Hicks and four other accomplices would allegedly pose as Drug Enforcement Administration task force officers, prepare false search warrants to gain entry to stash houses of known drug dealers, confiscate drugs, money, and other valuables, and then take the drugs to another dealer to be sold, according to authorities.
The profits were split among the people involved in the scheme, officials said. Hicks is the only member of the group that has yet to stand trial for these charges, officials said.
Hicks was charged with RICO conspiracy, narcotics conspiracy, extortion conspiracy, possession of a firearm in furtherance of a narcotics conspiracy and theft of government funds.

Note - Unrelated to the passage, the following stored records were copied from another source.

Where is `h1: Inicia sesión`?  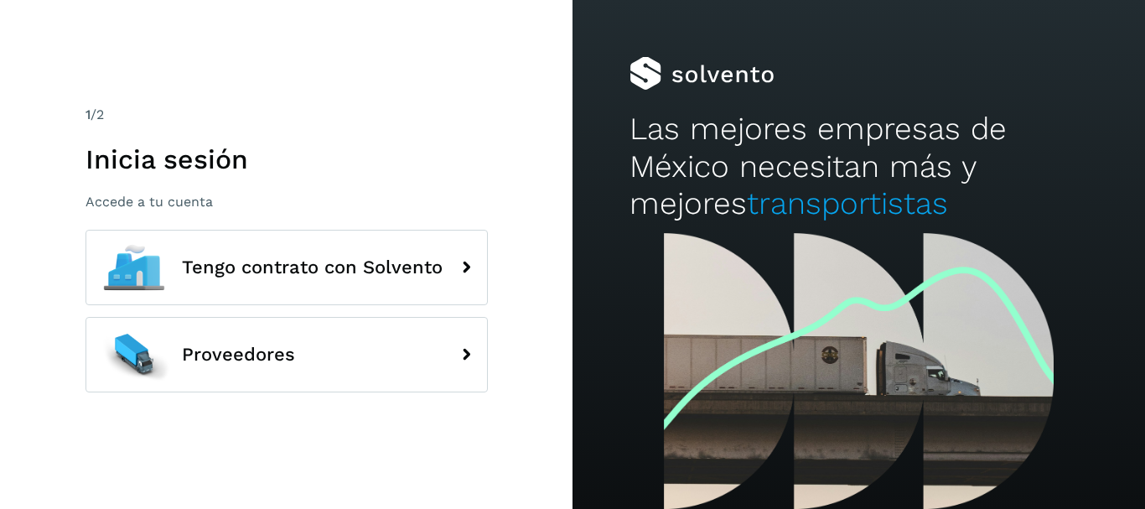
h1: Inicia sesión is located at coordinates (287, 159).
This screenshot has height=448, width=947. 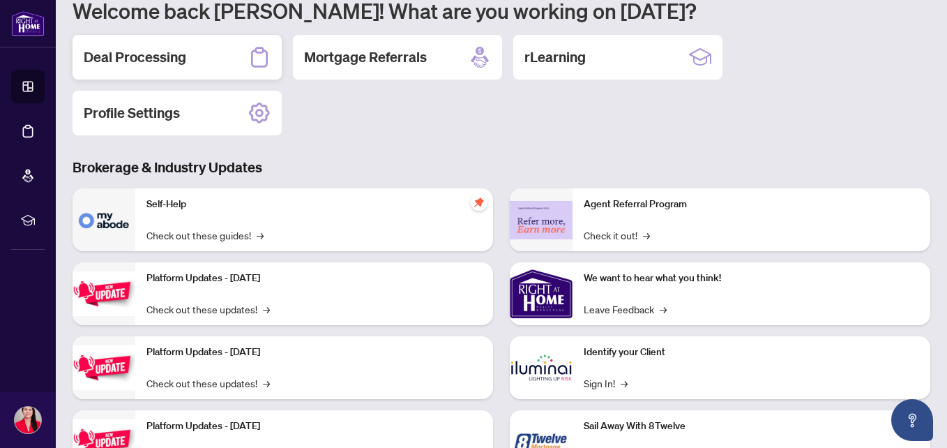 What do you see at coordinates (605, 383) in the screenshot?
I see `a: Sign In!→` at bounding box center [605, 383].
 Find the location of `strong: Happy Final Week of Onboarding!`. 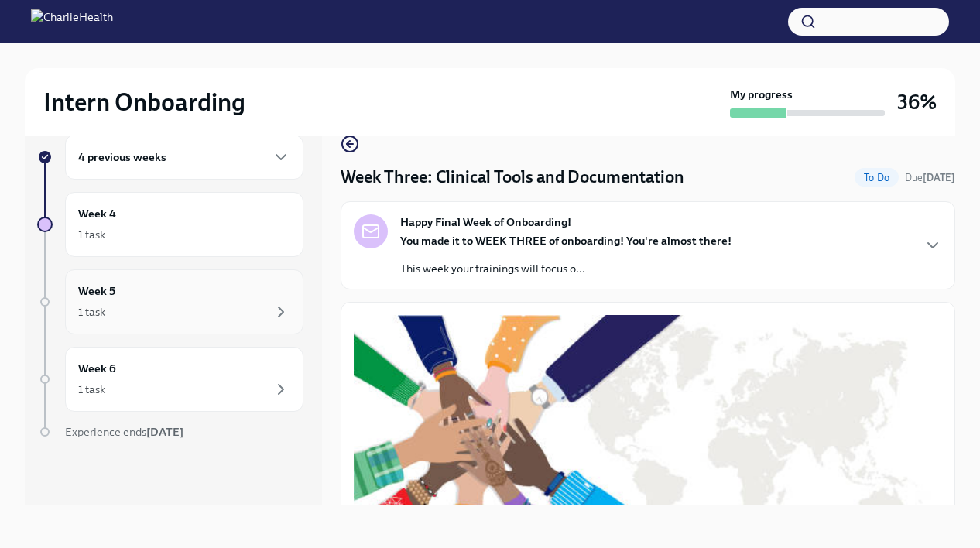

He was found in Detroit and taken into federal custody without incident.
Hicks appeared Tuesday afternoon before Executive Magistrate Judge R. Steven Whalen in the United States District Court of Eastern Michigan and was ordered to be held pending his next court appearance in Chicago.
Hicks was scheduled to appear for trial on June 9, 2003, but he failed to appear, officials said. A bench warrant for his arrest was issued the same day by the United States District Court, the Northern District of Illinois and the Eastern Division.
Hicks was arrested by the FBI Detroit Violent Crime Taskforce, which is made up of FBI special agents and members of several Metro Detroit law enforcement agencies.